Interval Control Valves (ICVs) are important tools for managing production challenges such as localized water or gas breakthrough, particularly in multilateral wells and horizontal wells with open-hole completions. This paper describes an automated workflow designed exclusively for wells with intelligent completions that use ICVs and real-time sensors for both down-hole and surface data. The workflow was designed to provide right-time production monitoring, well diagnostics, and ICV optimization for those intelligent wells equipped with ICV and multiple downhole pressure and temperature sensors. The automated workflow performs several tasks: collect and condition production data, provide local history matching, generate several optimization iterations to estimate the best valve setting, and use numerical simulation to generate a number of scenarios where the ICV positions are changed over simulation time. To perform these tasks, the workflow models fluid mechanics between the ICV and a heterogeneous reservoir using next generation software such as steady-state hydraulic applications and a numerical simulator that accounts for the ICV settings. Tracking and visualization of streamline trajectories was used to add value of optimization process particularly the calculation of well distribution factors. The horizontal well in this study has 5 ICVs positioned at different locations. The reservoir model is dual porosity-dual permeability. Local Grid Refinement (LGR) is used to model the horizontal section. The reservoir is subjected to a waterflooding process with more than 10 years of history. Two injectors are associated with a horizontal producer. The workflow operates in two ways: reactive mode and proactive mode. Reactive mode is activated when water cut increases and oil rate or flowing bottomhole pressure (BHP) decreases, at which point the workflow performs local history matching to update the well performance model and optimize the settings of the 5 ICVs to obtain the minimum water cut and maximum oil rate at given constraints. Proactive mode occurs every month or quarter when the numerical simulation runs hundreds of scenarios to obtain the best combination of ICV settings to maximize oil recovery and minimize water injection and production. The workflows described in this paper demonstrate the potential to manage ICV settings to substantially increase oil production while managing water influx.
Reservoir simulation is becoming increasingly complex because of more advanced wells in the fields, including intelligent and multilateral wells. Advanced completions are also evolving to increase recovery efficiencies. This increasing complexity presents two difficulties, which include the design of advanced completions within reservoir simulators and increased simulation runtime. To describe a well in a reservoir model, a reservoir engineer typically defines a network of hundreds of nodes using keywords and specifies properties for each node. This is a cumbersome and error-prone process. Additionally, detailed well models can slow down reservoir simulation and often cause poor convergence. A new iterative round-trip approach has been implemented, in which an engineer imports an initial reservoir model into a nodal analysis simulator that models flow from the reservoir through complex completions to the wellhead. The simulator accurately models well production in steady state and designs completion strings in detail. After the design is complete, the nodal analysis simulator converts the well model into reservoir simulator keywords that are imported into full-scale simulations for transient analysis. Using this method, reservoir simulators can also model multiple annuli, which was not feasible previously. Highly detailed well models of several thousand nodes that accurately describe completion strings can be generated automatically. Reservoir engineers typically do not possess complex knowledge of well design because this is usually performed by completion/production engineers, who seldom have access to a reservoir simulator. Consequently, they have a limited ability to experiment with different well designs. This paper presents an approach that helps facilitate reservoir and production engineer collaboration, thus helping enable fine-tuning of final completion designs to maximize production, prevent early water/gas breakthrough, and increase overall recovery. This paper describes the application of the new process in an openhole well and presents various completion designs of the same well.
The frac-pack completion has become one of the prominent completion types for deepwater formations throughout the world. The vast majority of frac-pack stimulation treatments are pumped through complex sand control tools in wells with large gravel pack assemblies. The forces created by these stimulation treatments have increased as treatment size, water depth, and total depth have increased offshore. To plan appropriately for these deepwater completions, engineers expend a significant amount of effort to ensure that the tools are robust enough to accommodate the treatment demands. This planning and simulation can be a very time consuming process; moreover, it may evaluate only a limited range of potential frac-pack scenarios. To reduce time and limit uncertainty, a novel tubing movement workflow has been developed. A commercially available workflow software suite was used to connect a commercially available fracture design component and a commercially available casing and tubing simulator. This workflow uses formation parameters and a wellbore input file to process hundreds or thousands of stimulation injection schedules to determine tubing movement, pipe forces, and weight transmitted downhole. The entire process is completed within a significantly shortened time span, depending on the computer speed and the number of iterations desired. The results of the workflow enable the determination of optimal workstring and service tool characteristics. A sample case study is included.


Exact reproduction required: the lines below from the line with "This screenshot has height=611, width=1199." to the line with "This screenshot has width=1023, height=539.", both ends included, and no others.

◆ **DATASET CONTENT**:

<<<<

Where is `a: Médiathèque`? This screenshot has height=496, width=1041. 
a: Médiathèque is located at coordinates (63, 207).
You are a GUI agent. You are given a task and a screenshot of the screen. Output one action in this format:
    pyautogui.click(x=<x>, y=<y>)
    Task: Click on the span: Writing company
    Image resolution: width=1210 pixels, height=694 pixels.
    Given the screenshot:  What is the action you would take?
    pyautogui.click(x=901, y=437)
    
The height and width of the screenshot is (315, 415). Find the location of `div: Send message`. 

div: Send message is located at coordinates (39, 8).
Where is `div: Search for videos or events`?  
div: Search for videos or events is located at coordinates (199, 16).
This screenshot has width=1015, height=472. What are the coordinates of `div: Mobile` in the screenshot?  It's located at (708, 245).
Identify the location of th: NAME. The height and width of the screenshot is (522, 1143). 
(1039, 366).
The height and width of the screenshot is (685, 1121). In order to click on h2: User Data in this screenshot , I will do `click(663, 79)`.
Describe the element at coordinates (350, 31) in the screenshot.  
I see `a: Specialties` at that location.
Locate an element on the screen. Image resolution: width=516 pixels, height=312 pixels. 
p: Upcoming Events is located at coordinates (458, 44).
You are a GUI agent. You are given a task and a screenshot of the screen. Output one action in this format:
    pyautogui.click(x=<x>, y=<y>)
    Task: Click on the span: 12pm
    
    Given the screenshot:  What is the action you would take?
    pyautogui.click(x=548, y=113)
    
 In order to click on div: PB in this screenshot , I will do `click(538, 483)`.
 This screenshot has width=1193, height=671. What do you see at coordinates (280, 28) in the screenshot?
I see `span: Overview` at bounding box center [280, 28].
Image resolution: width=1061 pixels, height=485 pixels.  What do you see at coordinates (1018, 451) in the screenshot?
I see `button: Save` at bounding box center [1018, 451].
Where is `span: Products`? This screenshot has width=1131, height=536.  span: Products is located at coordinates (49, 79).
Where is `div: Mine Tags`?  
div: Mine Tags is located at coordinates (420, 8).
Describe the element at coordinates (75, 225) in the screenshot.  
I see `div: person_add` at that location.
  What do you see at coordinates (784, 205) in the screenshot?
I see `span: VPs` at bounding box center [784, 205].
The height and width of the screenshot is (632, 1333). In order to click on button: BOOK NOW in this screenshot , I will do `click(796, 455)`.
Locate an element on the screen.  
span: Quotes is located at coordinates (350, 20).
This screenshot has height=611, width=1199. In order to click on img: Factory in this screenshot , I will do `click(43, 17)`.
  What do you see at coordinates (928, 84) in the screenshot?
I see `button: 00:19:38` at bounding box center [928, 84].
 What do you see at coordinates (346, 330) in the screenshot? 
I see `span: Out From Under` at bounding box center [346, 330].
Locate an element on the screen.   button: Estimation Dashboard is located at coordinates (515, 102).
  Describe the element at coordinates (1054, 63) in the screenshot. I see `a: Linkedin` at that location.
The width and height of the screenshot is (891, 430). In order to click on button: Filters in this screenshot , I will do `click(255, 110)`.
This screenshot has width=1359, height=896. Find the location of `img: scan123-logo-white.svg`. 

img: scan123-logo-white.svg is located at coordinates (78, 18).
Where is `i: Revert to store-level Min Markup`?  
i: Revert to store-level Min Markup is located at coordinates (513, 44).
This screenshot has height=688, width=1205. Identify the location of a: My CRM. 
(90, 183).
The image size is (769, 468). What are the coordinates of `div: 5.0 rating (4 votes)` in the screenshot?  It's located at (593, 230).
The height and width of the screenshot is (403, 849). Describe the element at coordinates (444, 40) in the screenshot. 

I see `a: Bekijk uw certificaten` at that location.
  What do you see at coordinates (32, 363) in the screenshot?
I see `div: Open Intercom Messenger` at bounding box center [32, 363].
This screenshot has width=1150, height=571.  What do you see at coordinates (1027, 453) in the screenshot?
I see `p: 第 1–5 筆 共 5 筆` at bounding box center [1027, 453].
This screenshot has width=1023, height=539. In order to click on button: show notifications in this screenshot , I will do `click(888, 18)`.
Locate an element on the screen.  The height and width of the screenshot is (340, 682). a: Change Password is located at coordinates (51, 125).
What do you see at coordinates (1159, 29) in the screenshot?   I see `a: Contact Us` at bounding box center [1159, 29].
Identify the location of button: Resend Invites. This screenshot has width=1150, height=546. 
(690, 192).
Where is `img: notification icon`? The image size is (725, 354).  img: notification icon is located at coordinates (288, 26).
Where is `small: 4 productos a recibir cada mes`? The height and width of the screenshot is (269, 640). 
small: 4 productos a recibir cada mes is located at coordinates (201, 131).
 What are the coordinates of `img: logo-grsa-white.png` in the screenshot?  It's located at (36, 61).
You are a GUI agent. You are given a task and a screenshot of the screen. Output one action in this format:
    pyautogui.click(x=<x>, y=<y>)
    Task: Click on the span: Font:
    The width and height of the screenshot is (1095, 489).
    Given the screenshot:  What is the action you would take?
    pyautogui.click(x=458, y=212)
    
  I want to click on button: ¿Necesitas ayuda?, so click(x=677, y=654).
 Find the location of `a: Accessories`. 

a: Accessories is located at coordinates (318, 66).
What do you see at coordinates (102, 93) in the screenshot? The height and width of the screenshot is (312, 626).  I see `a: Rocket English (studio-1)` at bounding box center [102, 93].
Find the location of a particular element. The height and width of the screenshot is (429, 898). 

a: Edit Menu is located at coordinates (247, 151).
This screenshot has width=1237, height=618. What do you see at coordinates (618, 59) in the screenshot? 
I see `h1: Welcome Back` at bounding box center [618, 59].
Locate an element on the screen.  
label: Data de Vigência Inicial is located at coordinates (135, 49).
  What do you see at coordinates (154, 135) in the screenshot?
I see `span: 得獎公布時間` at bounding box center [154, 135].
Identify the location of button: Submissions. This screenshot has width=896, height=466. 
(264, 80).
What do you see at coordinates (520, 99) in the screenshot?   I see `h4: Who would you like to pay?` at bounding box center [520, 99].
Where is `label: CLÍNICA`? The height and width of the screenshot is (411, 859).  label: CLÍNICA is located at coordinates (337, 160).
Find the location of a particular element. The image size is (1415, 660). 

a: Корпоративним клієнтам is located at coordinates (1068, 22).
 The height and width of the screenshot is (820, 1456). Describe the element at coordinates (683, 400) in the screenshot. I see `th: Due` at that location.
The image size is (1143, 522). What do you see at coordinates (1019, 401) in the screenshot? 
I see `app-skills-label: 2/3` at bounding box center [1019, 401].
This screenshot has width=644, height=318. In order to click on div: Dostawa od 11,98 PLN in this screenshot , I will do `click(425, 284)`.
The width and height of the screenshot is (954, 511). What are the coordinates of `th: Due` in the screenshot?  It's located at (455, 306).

>>>>

◆ **OUTPUT**:
This screenshot has height=611, width=1199. In order to click on img: Factory in this screenshot , I will do `click(43, 17)`.
  What do you see at coordinates (928, 84) in the screenshot?
I see `button: 00:19:38` at bounding box center [928, 84].
 What do you see at coordinates (346, 330) in the screenshot? 
I see `span: Out From Under` at bounding box center [346, 330].
Locate an element on the screen.   button: Estimation Dashboard is located at coordinates (515, 102).
  Describe the element at coordinates (1054, 63) in the screenshot. I see `a: Linkedin` at that location.
The width and height of the screenshot is (891, 430). In order to click on button: Filters in this screenshot , I will do `click(255, 110)`.
This screenshot has width=1359, height=896. Find the location of `img: scan123-logo-white.svg`. 

img: scan123-logo-white.svg is located at coordinates (78, 18).
Where is `i: Revert to store-level Min Markup`?  
i: Revert to store-level Min Markup is located at coordinates (513, 44).
This screenshot has height=688, width=1205. Identify the location of a: My CRM. 
(90, 183).
The image size is (769, 468). What are the coordinates of `div: 5.0 rating (4 votes)` in the screenshot?  It's located at (593, 230).
The height and width of the screenshot is (403, 849). Describe the element at coordinates (444, 40) in the screenshot. 

I see `a: Bekijk uw certificaten` at that location.
  What do you see at coordinates (32, 363) in the screenshot?
I see `div: Open Intercom Messenger` at bounding box center [32, 363].
This screenshot has width=1150, height=571.  What do you see at coordinates (1027, 453) in the screenshot?
I see `p: 第 1–5 筆 共 5 筆` at bounding box center [1027, 453].
This screenshot has width=1023, height=539. In order to click on button: show notifications in this screenshot , I will do `click(888, 18)`.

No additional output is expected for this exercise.